Two years of meagre harvests depleted both savings and food supplies. Now, the pandemic caused the price of food to double.

Hunger is setting in, and time to get new seeds in the ground is running out. But some families in her community already had to eat the grain and beans they’d set aside as seed, and they were unable to replace the seeds stored in their community seed bank last year. 

Santos’s family depends entirely on her ability to grow a good harvest this summer. But without seeds to plant, she can’t make it happen.

Our partner in the region, FECODESA, tells us there are one hundred extremely vulnerable families like Santos’ that are running out of seeds—and time—to get the next growing season underway. 

The situation is critical. But Santos doesn’t stand alone.

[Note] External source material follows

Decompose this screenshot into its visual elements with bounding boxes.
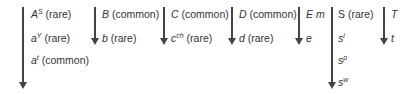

Through SeedChange, you have a direct connection to her. Will you help?

Our partner organization, FECODESA, is on the ground already. They have a four-point emergency plan to help farmers in five communities get their growing seasons underway. But we need to raise $10,000 by May 15th.

If you give today, your donation will go towards:

  • Buying and distributing an emergency supply of fast-growing, nutritious seeds that Santos and others can plant immediately.
  • Delivering emergency food packages to help her keep hunger at bay while her family works to grow the next harvest.
  • An emergency grow-out project that FECODESA will organized at the Cooperative Central Seed Bank in Pueblo Nuevo to replenish the stock of local seeds.
  • Training for Santos to put in place ecological techniques to face future droughts, like water harvesting, micro-irrigation and soil management techniques for an increasingly dry climate.

With this help, Santos can feed her family this year.

It only costs $100 to give a family like Santos’ family access to this emergency help.

Please give today.

Your generous action will make the difference between hunger and safety for a family in Nicaragua.